3/10
Dismally self-indulgent - gives "art house" a bad name
15 April 2014
Let's mention the good things first. The directors clearly have a feel for style. There are some great visuals all the way through this film, and the - mostly 70s - soundtrack matches these perfectly. However, the film is all style and no substance. In fact, it's worse than that - it's a confused mess.
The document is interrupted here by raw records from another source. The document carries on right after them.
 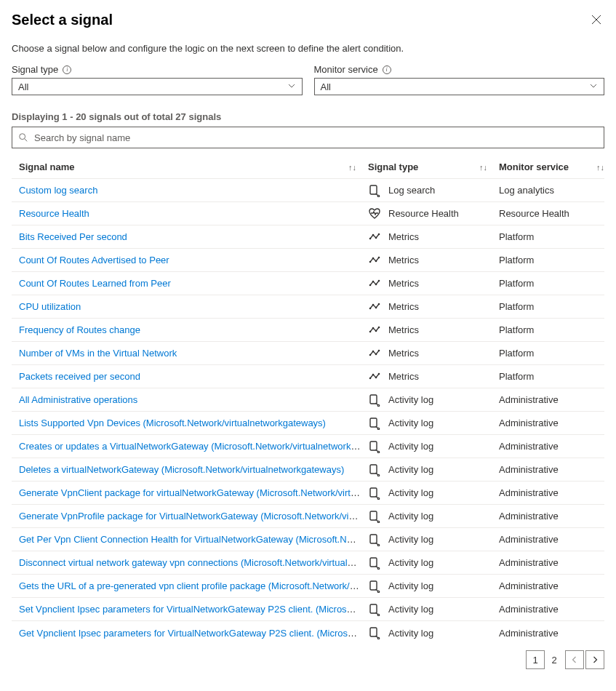 What do you see at coordinates (596, 20) in the screenshot?
I see `close-icon` at bounding box center [596, 20]. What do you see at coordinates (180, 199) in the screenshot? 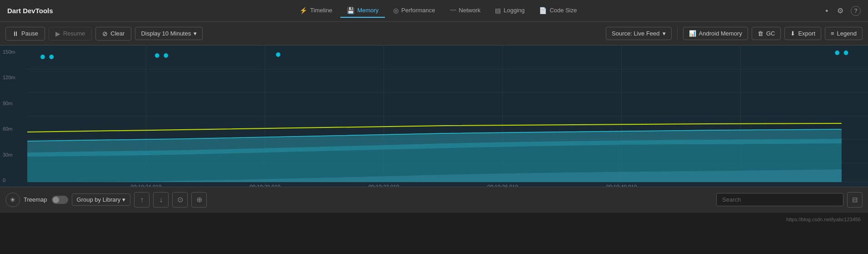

The opening scenes are promising. We see Dan Kristensen, an airline passenger whose flight is landing. He has a book of matches with a woman's legs on the cover, together with the words "Table Dancing". In his taxi he looks across the street towards what appears (unfocused) to be a woman in a red-lit window space. An erotic club? A brothel? During his journey these images are intercut with monochrome images of a black woman, wearing leather, involved in some kind of bondage activity. Whether this is a dream image, a flashback, or a real-time activity elsewhere is never explained, though we later learn that the woman is Kristensen's wife.

Kristensen returns to his apartment to find his wife missing and the door chain-locked from the inside. After a smoke and a drink (or several) he goes searching for his wife. This brings him into contact with several odd individuals who all have strange stories to tell (in flashback): a sceptical detective, the old woman upstairs whose face we never see, and a naked woman on the roof.

Unfortunately, we are never given a character to care about, let alone any kind of narrative that makes sense. Interest starts to flag after about 30 minutes, and the film becomes more and more hallucinatory as it goes on. At one point, Kristensen is chasing multiple doppelgangers around his apartment and there is a gratuitous and nasty slasher sequence. Is it all a dream? Is Kristensen suffering a psychotic breakdown? Who knows? Who cares?